Bhagavad Gita 15.20: The Most Secret Scripture, and the Completion of All Wisdom

BG 15.20 , Krishna calls Chapter 15 the most secret scripture. Knowing it makes one wise and fulfills all duties. The perfect close of Purushottama Yoga.

BHAGAVAD GITA 15.20

iti guhyatamam shastram idam uktam mayananagha etad buddhva buddhiman syat kritya-krityas ca bharata

Thus this most secret scripture has been taught by Me, O sinless one. Knowing this, one becomes wise and has fulfilled all duties, O Bharata.

The closing verse of Chapter 15. Krishna calls this the most secret of all scriptures. Knowing the Purushottama, the supreme Person, constitutes the fulfillment of all duty and the completion of all wisdom. Chapter 15 is, in a sense, the Gita’s heart.

The closing verse of Chapter 15. Krishna calls this the most secret of all scriptures. Knowing the Purushottama, the supreme Person, constitutes the fulfillment of all duty and the completion of all wisdom. Chapter 15 is, in a sense, the Gita’s heart.

Explore every verse of the Bhagavad Gita with Sanskrit audio and daily reflection.

Why Krishna Calls This the Most Secret

The Gita has used the word ‘secret’ before, in Chapter 9 (the royal secret) and Chapter 18. But here, ‘guhyatamam’: the most secret. The superlative is deliberate. The teaching of the Purushottama is secret not because it is hidden or exclusive, but because it requires a certain quality of readiness to hear. The unprepared mind hears the words and misses the recognition. The prepared mind hears and is changed.

Becoming Wise: What That Actually Means

‘Etad buddhva buddhiman syat’: knowing this, one becomes wise. Not learned. Not philosophically sophisticated. Wise. The Sanskrit ‘buddhiman’ comes from ‘buddhi’, the discriminating intellect, but in its highest sense it points to the one whose intellect has found its resting place in the truth. Wisdom in the Gita is not accumulated knowledge. It is the stability that comes from having seen clearly.

The Fulfillment of All Duties

‘Kritya-krityas ca bharata’: one has fulfilled all duties. This is the Gita’s way of saying: there is nothing more to do. Every duty in life, toward family, society, the Divine, and oneself, finds its completion in the knowledge of the supreme Person. Not because duties disappear, but because the one performing them is no longer driven by confusion about who they are.

Chapter 15 as the Gita’s Distillation

Many traditional commentators say that if you understand Chapter 15, you understand the entire Gita. The cosmic tree is the problem: entanglement in samsara. The axe of non-attachment is the method. The self-luminous supreme abode is the goal. The Purushottama is the reality. Everything the Gita has taught across fourteen chapters crystallizes here in twenty verses.

Chapter 15 is the Gita’s heart. GitaPath guides you through every verse.

Frequently Asked Questions

Why is Chapter 15 called the most secret teaching in the Gita?

Its teaching on the Purushottama requires genuine inner readiness to truly hear. The words are available to all, but the recognition of the supreme Person as one’s own deepest identity opens only in a prepared mind.

What does ‘fulfilling all duties’ mean in BG 15.20?

It means that one who truly knows the Purushottama performs all duties from a place of completeness rather than confusion or ego. All obligations find their natural fulfillment when the one who acts is no longer bound by mistaken identity.

How many verses are in Chapter 15 of the Bhagavad Gita?

Chapter 15, Purushottama Yoga, contains 20 verses. Despite its brevity, many commentators consider it the philosophical heart of the Gita.

What is the core teaching of Purushottama Yoga?

That reality has three dimensions: the perishable (all changing beings), the imperishable (the unmanifest ground), and the Purushottama who transcends and sustains both. Knowing the Purushottama is the completion of all wisdom.

How can I use GitaPath to study Chapter 15?

GitaPath provides Sanskrit audio, verse-by-verse reflections, and structured daily inquiries for all 20 verses of Chapter 15. Daily engagement with these materials gradually shifts understanding from intellectual to lived recognition.

The Purushottama is the fullest vision of what is real. Let GitaPath help you recognize it.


> What is expected
Leave the pictures out, and transcribe the material below exactly from the line with "Image is 644x334 pixels." to the line with "Image is 629x345 pixels.", both lines included.

Segment Start: Exercise input

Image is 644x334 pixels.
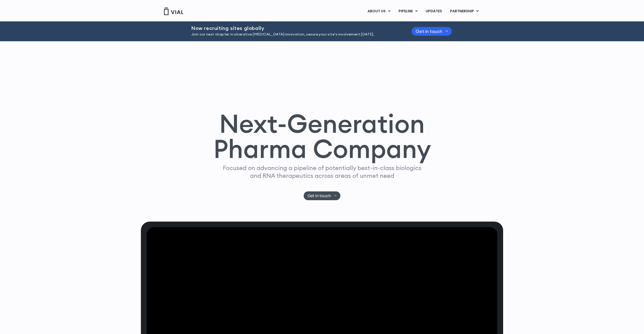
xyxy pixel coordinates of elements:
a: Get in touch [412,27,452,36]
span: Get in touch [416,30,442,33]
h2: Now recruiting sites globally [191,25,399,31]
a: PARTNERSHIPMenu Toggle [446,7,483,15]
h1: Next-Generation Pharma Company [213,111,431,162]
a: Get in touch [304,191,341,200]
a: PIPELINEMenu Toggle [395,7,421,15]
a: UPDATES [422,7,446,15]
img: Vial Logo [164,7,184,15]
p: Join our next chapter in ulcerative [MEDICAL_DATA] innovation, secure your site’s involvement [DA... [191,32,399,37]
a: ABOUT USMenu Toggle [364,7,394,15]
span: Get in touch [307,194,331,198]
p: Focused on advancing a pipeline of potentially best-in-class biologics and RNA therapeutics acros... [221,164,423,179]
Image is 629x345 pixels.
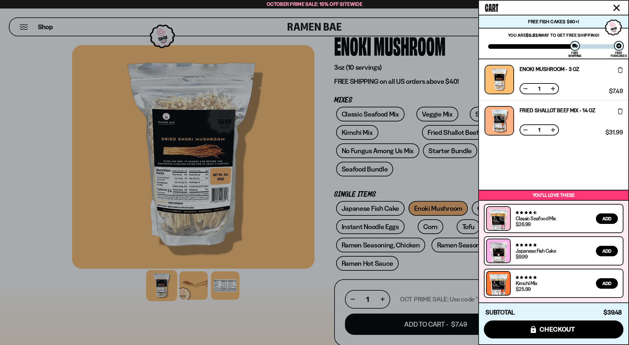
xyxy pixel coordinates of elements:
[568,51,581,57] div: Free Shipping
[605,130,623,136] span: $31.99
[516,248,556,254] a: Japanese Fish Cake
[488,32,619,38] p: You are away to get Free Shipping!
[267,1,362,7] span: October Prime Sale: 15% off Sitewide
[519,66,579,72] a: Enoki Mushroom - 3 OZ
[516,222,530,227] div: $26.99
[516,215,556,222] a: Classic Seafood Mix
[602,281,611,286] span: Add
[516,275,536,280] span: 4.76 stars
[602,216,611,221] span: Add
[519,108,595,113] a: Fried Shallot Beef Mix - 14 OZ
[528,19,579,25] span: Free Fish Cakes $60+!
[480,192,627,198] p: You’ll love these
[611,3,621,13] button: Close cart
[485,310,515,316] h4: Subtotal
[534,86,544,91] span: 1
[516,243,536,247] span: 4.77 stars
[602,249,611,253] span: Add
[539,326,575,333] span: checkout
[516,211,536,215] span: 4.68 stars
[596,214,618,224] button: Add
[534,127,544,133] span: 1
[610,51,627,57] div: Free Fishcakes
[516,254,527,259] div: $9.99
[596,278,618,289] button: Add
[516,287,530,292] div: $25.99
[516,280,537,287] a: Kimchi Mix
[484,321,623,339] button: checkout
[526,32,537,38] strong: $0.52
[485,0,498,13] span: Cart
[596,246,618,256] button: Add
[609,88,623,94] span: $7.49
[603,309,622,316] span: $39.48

Segment End: Exercise input
Segment Start: Exercise input

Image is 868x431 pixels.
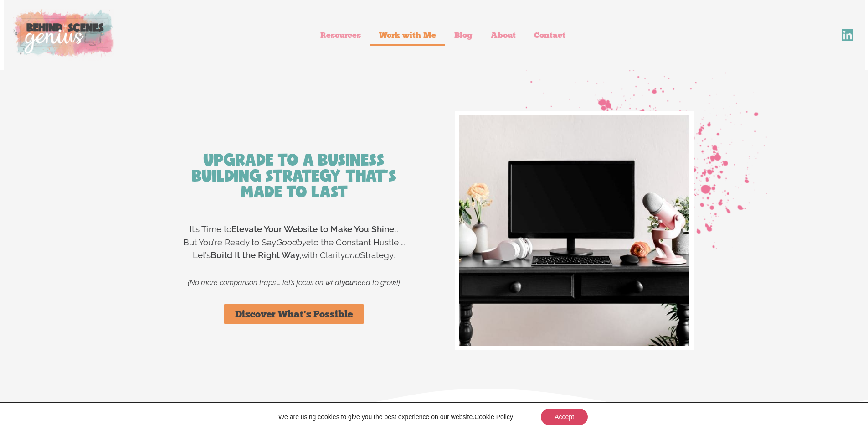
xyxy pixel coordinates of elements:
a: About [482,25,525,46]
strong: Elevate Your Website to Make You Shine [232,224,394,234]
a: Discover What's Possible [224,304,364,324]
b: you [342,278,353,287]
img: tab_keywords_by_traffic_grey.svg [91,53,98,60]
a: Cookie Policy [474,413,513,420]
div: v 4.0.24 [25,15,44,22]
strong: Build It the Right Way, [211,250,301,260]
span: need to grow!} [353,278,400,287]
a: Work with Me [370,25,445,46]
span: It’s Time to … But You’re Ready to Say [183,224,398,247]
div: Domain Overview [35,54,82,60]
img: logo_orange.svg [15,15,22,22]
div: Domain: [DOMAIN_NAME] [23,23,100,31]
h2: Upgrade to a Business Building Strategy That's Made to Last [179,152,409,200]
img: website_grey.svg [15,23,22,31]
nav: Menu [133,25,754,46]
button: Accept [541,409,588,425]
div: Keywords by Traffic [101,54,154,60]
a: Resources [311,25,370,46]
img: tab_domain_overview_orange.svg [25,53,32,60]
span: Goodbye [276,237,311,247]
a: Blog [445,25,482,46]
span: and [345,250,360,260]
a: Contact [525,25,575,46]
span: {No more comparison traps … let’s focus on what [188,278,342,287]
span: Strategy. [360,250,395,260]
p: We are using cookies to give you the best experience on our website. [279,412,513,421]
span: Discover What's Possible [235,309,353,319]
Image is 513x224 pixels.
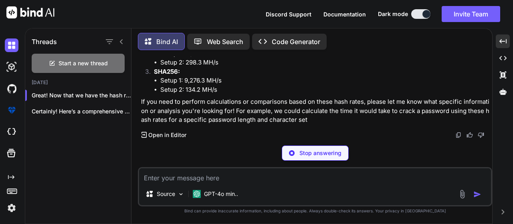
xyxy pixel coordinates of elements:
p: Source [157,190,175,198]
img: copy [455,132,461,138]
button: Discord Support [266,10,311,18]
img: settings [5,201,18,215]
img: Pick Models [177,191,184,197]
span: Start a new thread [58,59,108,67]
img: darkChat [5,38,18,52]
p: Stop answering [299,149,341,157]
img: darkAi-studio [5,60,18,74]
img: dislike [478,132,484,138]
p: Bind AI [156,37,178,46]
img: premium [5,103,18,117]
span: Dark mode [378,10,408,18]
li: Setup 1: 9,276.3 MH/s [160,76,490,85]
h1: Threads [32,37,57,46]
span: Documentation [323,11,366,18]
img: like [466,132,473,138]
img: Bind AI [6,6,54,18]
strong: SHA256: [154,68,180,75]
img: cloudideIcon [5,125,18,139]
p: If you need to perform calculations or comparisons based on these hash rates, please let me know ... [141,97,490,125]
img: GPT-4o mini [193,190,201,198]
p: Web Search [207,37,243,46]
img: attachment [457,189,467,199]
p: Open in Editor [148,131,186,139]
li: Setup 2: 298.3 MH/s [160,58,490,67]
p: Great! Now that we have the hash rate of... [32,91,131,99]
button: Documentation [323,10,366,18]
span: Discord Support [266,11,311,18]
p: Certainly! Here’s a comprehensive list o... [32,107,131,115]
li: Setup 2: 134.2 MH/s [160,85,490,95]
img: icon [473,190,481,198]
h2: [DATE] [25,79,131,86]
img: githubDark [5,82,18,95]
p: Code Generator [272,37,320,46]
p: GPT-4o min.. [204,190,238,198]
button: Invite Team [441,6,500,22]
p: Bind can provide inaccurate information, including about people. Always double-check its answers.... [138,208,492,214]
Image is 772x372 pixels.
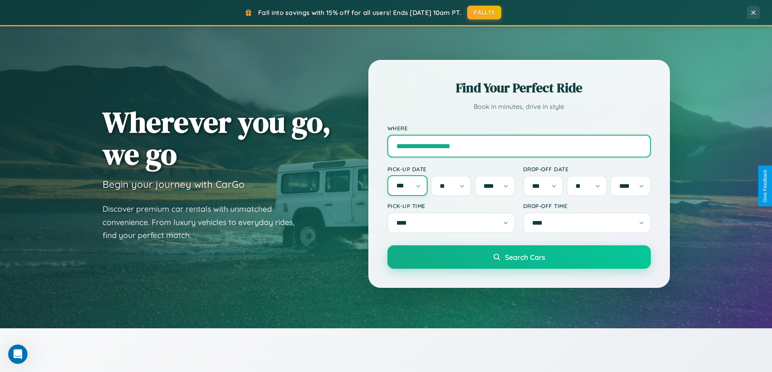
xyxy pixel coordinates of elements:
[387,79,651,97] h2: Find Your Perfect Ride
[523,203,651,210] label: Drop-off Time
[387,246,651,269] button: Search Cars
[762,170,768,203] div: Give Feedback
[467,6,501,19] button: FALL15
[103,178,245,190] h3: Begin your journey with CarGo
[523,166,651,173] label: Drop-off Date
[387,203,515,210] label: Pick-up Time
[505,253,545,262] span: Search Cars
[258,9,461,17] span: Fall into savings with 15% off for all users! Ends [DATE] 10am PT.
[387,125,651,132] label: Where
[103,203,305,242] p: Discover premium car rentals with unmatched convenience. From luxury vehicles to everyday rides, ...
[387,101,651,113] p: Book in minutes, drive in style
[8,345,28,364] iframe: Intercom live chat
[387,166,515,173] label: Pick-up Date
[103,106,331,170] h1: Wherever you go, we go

Segment End: Exercise input
Segment Start: Exercise input

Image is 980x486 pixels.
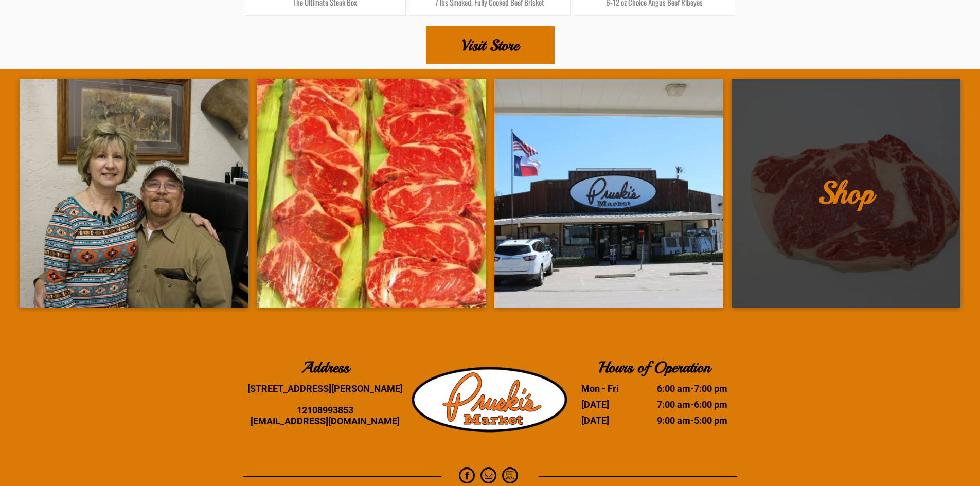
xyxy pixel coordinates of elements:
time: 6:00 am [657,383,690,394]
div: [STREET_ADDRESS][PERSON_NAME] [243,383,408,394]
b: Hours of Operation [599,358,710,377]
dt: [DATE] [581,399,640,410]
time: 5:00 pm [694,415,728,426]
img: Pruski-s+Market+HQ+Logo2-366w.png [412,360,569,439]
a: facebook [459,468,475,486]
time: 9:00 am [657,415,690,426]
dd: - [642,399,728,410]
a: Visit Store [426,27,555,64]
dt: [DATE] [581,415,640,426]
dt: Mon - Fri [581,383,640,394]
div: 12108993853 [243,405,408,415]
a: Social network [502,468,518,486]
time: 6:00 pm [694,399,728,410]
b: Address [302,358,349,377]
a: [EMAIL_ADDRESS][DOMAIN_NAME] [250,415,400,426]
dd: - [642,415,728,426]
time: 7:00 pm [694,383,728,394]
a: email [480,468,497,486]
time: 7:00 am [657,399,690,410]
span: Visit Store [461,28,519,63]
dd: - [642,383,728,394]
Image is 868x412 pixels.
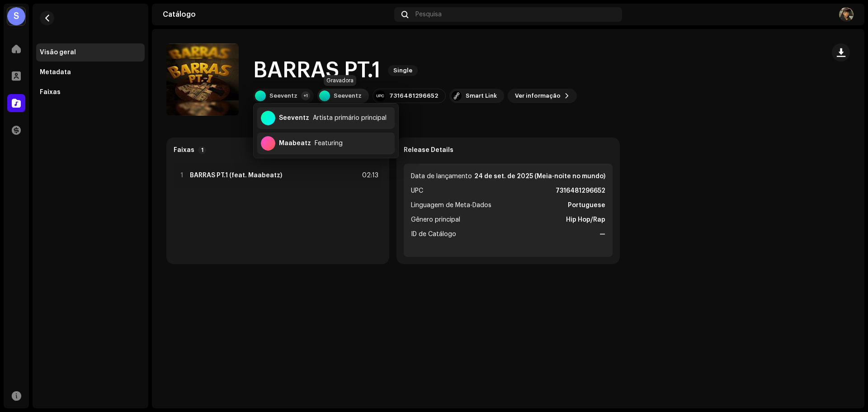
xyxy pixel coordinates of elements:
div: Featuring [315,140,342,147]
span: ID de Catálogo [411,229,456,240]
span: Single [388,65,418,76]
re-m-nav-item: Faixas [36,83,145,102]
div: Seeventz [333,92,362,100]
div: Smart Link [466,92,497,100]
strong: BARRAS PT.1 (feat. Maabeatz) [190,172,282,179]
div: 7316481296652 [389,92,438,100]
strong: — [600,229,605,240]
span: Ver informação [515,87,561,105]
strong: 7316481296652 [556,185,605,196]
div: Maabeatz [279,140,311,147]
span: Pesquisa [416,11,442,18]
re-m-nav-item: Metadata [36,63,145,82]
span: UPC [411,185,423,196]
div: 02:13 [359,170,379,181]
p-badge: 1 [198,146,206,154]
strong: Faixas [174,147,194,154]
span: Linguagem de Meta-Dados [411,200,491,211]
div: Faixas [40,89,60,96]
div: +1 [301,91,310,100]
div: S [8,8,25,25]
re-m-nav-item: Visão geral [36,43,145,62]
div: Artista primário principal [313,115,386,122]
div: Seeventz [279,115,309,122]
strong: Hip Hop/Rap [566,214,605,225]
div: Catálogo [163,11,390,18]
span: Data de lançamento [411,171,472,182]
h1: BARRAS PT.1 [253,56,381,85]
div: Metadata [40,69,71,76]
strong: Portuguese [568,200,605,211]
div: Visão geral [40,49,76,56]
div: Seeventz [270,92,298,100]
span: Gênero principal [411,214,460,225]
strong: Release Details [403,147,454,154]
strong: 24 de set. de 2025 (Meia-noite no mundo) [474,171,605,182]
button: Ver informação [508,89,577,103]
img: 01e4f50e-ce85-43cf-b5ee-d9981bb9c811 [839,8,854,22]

Segment End: Exercise input

> Answer section
Image is 644x334 pixels.
xyxy pixel coordinates of elements:
a: Get in touch [412,27,452,36]
span: Get in touch [416,30,442,33]
h2: Now recruiting sites globally [191,25,399,31]
a: PARTNERSHIPMenu Toggle [446,7,483,15]
h1: Next-Generation Pharma Company [213,111,431,162]
a: Get in touch [304,191,341,200]
a: PIPELINEMenu Toggle [395,7,421,15]
a: UPDATES [422,7,446,15]
img: Vial Logo [164,7,184,15]
p: Join our next chapter in ulcerative [MEDICAL_DATA] innovation, secure your site’s involvement [DA... [191,32,399,37]
a: ABOUT USMenu Toggle [364,7,394,15]
span: Get in touch [307,194,331,198]
p: Focused on advancing a pipeline of potentially best-in-class biologics and RNA therapeutics acros... [221,164,423,179]
Image is 629x345 pixels.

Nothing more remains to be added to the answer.